After college Daniel continued to write fiction and nonfiction, having a variety of original works accepted for publication in anthologies, podcasts, and more. But his path to having a book published would take a less direct path.

“I had submitted a novel to a publisher who impressed me with how they put together books, ones that you’d want to hold and show off,” Daniels explains. “The publisher read my novel and said she had in his mind reading the novel like a serial.

“I wondered if writing a serial is something that could be done in a digital age; many authors I interacted with were skeptical of eBooks at this time.”

Serial fiction is a format where a single, larger work is published in smaller, episodic installments. Think television series and syndication.

Unfortunately, Daniel’s publisher folded suddenly, but he never let go of the serial fiction idea. Later, he set out to write a book specifically to capture that serial fiction approach and find that balance between the episodic, TV-show and an overall story arc that spans the entire series.

The serial fiction Spire City, Season One: Infected by Daniel Ausema is available through the library.

This was the start of Spire City.

“I began writing the rough draft of Season One right after my daughter was born, almost 10 years ago,” Daniel says. “The second season I wrote during NaNoWriMo (National Novel Writing Month in November).

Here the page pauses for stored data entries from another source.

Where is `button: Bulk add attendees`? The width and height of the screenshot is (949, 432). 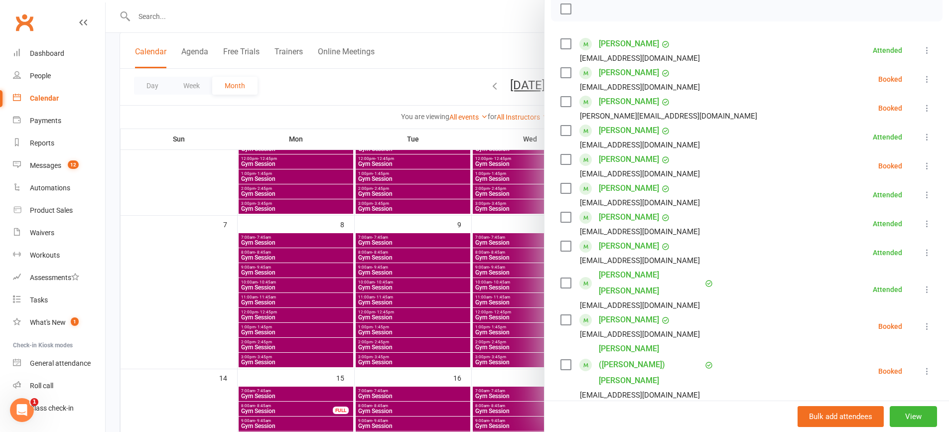 button: Bulk add attendees is located at coordinates (841, 417).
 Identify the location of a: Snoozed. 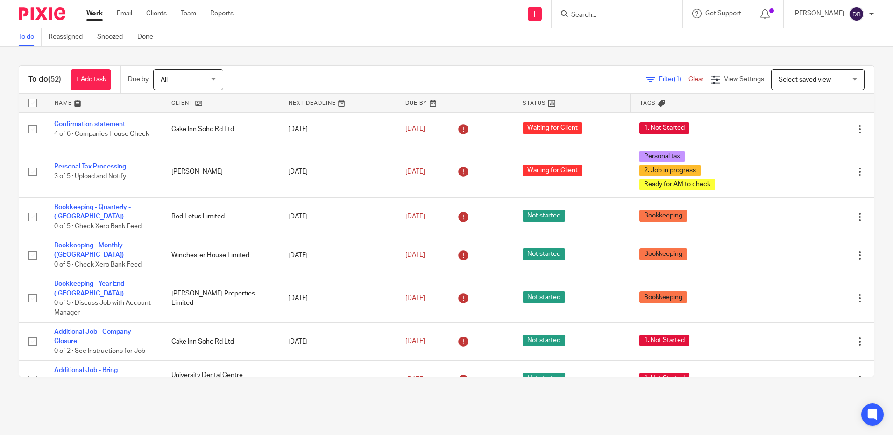
(114, 37).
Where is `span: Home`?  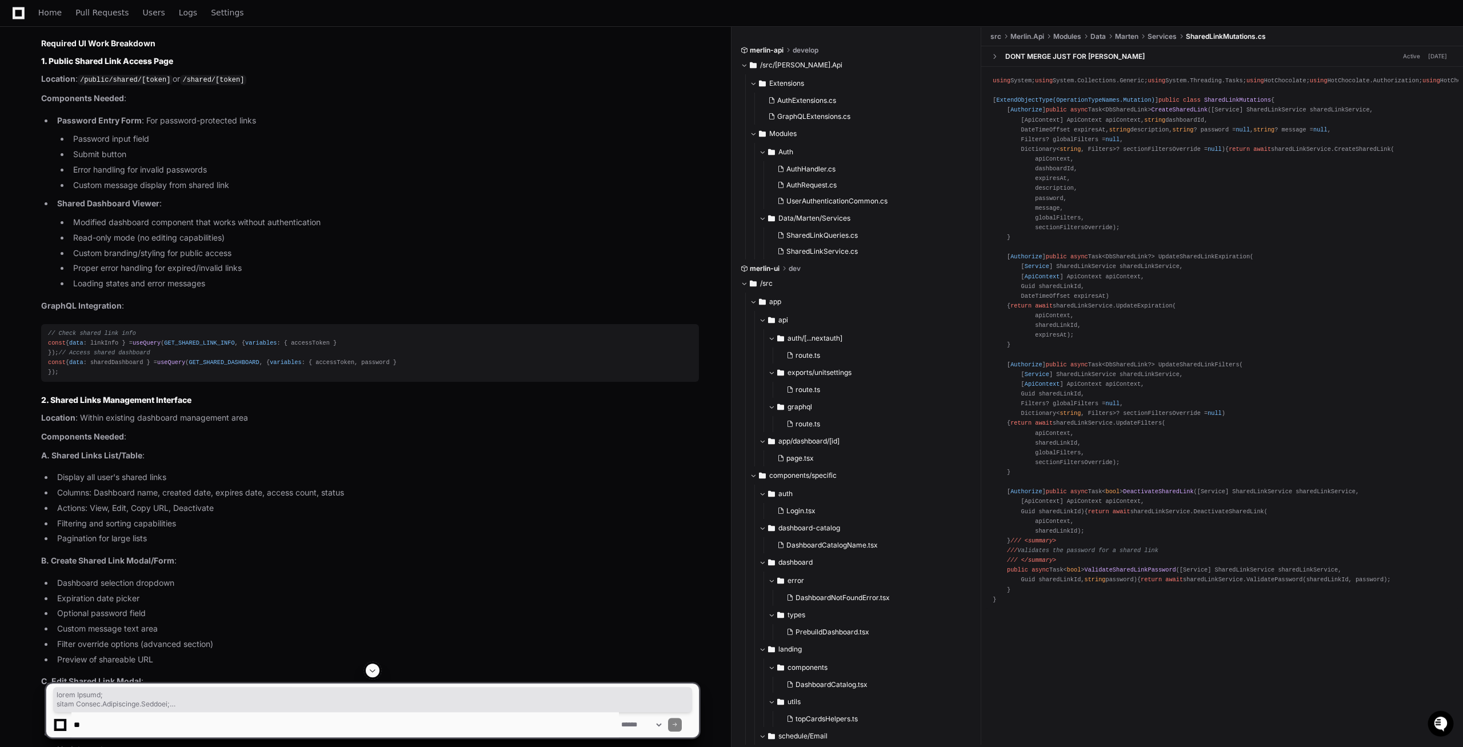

After that I just let it sit.”

Daniel eventually lined up a new publisher for his serial and soon saw Season One and part of Season Two published as he was finishing writing the story with the final season, Season Three. But once again, Daniel faced another publisher closing its doors and now found himself with only part of his series publicly available.

Readers were expecting the next “episode.” Now what was he to do with his series?

“I decided to self-publish,” he recalls. “Getting it on Amazon as an eBook was really easy – you simply follow the steps through the dashboard. There’s not a lot to that. For print versions, I used their CreateSpace.”

Last summer, Daniel was introduced to the Library District’s new SELF-e publishing platform, where writers submit their eBook to the Library’s catalog for readers to access it and at the same time make it more widely available through “Indie Colorado,” an online collection of work by Colorado authors.

“I looked into the Library’s publishing resource and saw it was easy,” Daniel says.

Because he already had an eBook version of his work, Daniel only needed to use the Library’s SELF-e tool to upload it to the catalog and make it available. In addition to his book being listed among other digital titles from Poudre River Public Libraries, it is also accessible through other Colorado libraries which use the Biblioboard discovery platform and Indie Colorado.

Sci-Fi/Fantasy author Daniel Ausema is featured on the Library District’s Local Author curation on Biblioboard.

Spire City, Season One: Infected can be read online through the Library’s Biblioboard service and readers have the option to also purchase a print copy of the book along with Daniel’s other complete seasons, Season Two: Pursued and Season Three: Unwoven. The SELF-e platform allows writers to connect their work to purchasing sites like Amazon or Barnes & Noble to promote digital and print book sales.

Daniel advises others who want to go the self-publishing route to “get the book as perfect as you can possible make it.” He warns against just throwing a story up on Amazon without going through the full editing process: scene by scene and line by line to make it as good as it can be, and then do the copy edits.

“People get drawn to self-publishing because it doesn’t cost a lot of money, but to do with well you need to work with professionals like editors,” Daniel points out. “Find someone who can look at the story, the character arc, and find the spaces where the book isn’t really working.

“After getting it as perfect as you can, give yourself three months and then take it back out of the virtual drawer and get other eyes to see it.”

Daniel continues to write within the speculative fiction genre. His most recent work, The Silk Betrayal: The Arcist Chronicles, Volume One, was published in December 2017 by Guardbridge Books and is available on Amazon. He is currently working on Volume Two.